By Christine Salins.
It’s no easy feat to attempt to answer the question, “What is Australian cuisine?” But Ross Dobson has a pretty good crack at it with Australia: The Cookbook, published by Phaidon, RRP $65.
This bumper 430-page, hardcover book is ambitious in its scope, spanning three periods of Australian cuisine from the pre-colonial era through the period of English and Irish settlement to the numerous waves of immigration that followed.
A professional chef and cafe proprietor with a string of cookbooks to his credit, Dobson is also an amateur historian. The thoroughness of his research makes for interesting and insightful reading. One of the initial chapters includes an essay on indigenous food by Jody H. Orcher, an Ularai Barkandji woman and director of Wariku Bushfood Infusions.
The book is one of the few of its type that looks not only at aboriginal cookery alongside ubiquitous Aussie recipes such as lamingtons, but also canvases how imports such as lasagne and salt and pepper squid have been adopted and adapted to become very much our own.
The 19th century gold rush changed Australian cuisine forever, writes Dobson. Of the hundreds of thousands of people who came to work in the goldfields, many were Chinese who set up food businesses.
It was the start of a hybrid Australian-Chinese cuisine, with Chinese recipes changed to suit Australian palates. Dishes such as Mongolian lamb are peculiarly Australian, while salt and pepper squid has jumped from Asian fusion to simple pub fare in the space of a few years. “You would be hard pressed to find a pub restaurant now that didn’t have salt-and-pepper squid or chilli salt squid on the menu,” he writes.
Trawling through newspaper cuttings, Dobson traced fads for particular dishes and came up with the 350 recipes included in the book. In the 1920s and 30s, he said, Australians were mad about sharing recipes. “If a recipe for a cake in Geelong, Southern Victoria, proved popular it would get picked up elsewhere; it would be the equivalent of going viral today.”
Dobson considers how Greek immigrants brought soda fountains and milk bars to Australia, and details the “delicious sense” that Australian cooks found in adding local ingredients such as passionfruit to panna cotta, crab meat to quiches, and so on.

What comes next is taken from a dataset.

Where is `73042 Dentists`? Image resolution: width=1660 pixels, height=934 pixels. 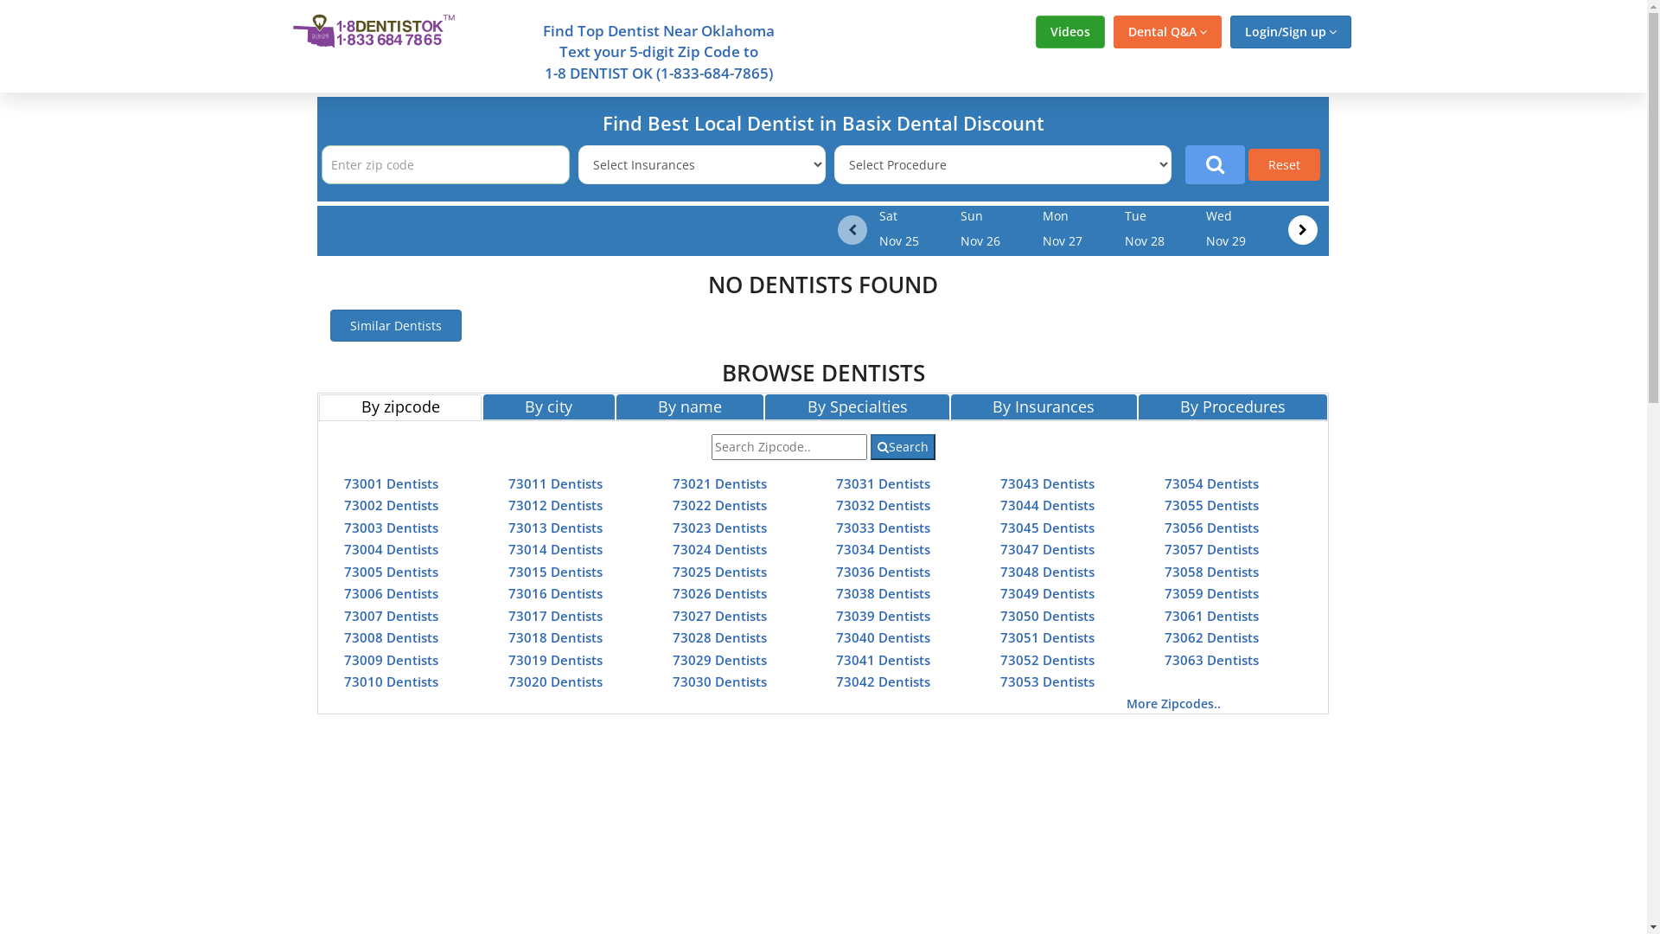
73042 Dentists is located at coordinates (884, 681).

Australia: The Cookbook is a delicious romp through our melting-pot cuisine, and deserves to be on the bookshelf of anyone who wants to know the answer to “What is Australian cuisine?”
Salt And Pepper Squid
Serves 4 as a starter (appetizer)
400g squid hood
65g cornflour
vegetable oil, for deep-frying
1 large red chilli, finely sliced
1 spring onion, finely sliced
lemon wedges, to serve
For the spiced salt:
1 tablespoon fine sea salt
1 teaspoon caster sugar
1 teaspoon ground white pepper
½ teaspoon Chinese five-spice powder
For the batter:
120g cornflour
250ml soda water, chilled
To prepare the squid, cut the squid hood down the centre on a chopping board and open it flat. Use a small knife to scrape off the membrane on the inside of the hood, then cut the hood lengthwise into 1cm wide strips. Pat the squid pieces dry with paper towels and transfer to a bowl.
For the spiced salt, combine the salt, sugar, white pepper and five-spice in a small bowl, then set aside.
To make the batter, put the cornflour into a bowl and stir through the soda water to make a smooth mixture, then set aside.
To prepare the squid, first line a plate with paper towels, then put the cornflour into a bowl.
Half-fill a saucepan with enough oil for deep-frying and heat over a high heat. The oil is ready when a cube of bread dropped in sizzles on contact and turns golden in 10 to 15 seconds. Alternatively, use a thermometer and heat to 220°C.
Working in batches, and using your hands, add about one-third of the squid to the bowl of cornflour. Toss the squid around to lightly coat in the cornflour then toss in the batter. Allow excess batter to drip back into the bowl. Carefully add the squid to the oil and cook for 2 to 3 minutes, until light golden. Use a slotted spoon or metal tongs to transfer the squid to the lined plate. Repeat to cook the remaining squid in batches.
Carefully add the chilli and spring onion to the hot oil and deep-fry for 1 to 2 minutes. Remove with a slotted spoon and transfer to a bowl with the squid. Sprinkle over 1 to 2 teaspoons of the salt mixture and tumble the squid onto a serving plate. Serve the squid with lemon wedges on the side and the remaining salt mixture in a small bowl to add to taste.
Recipe and image from Australia: The Cookbook, by Ross Dobson, published by Phaidon, RRP $65.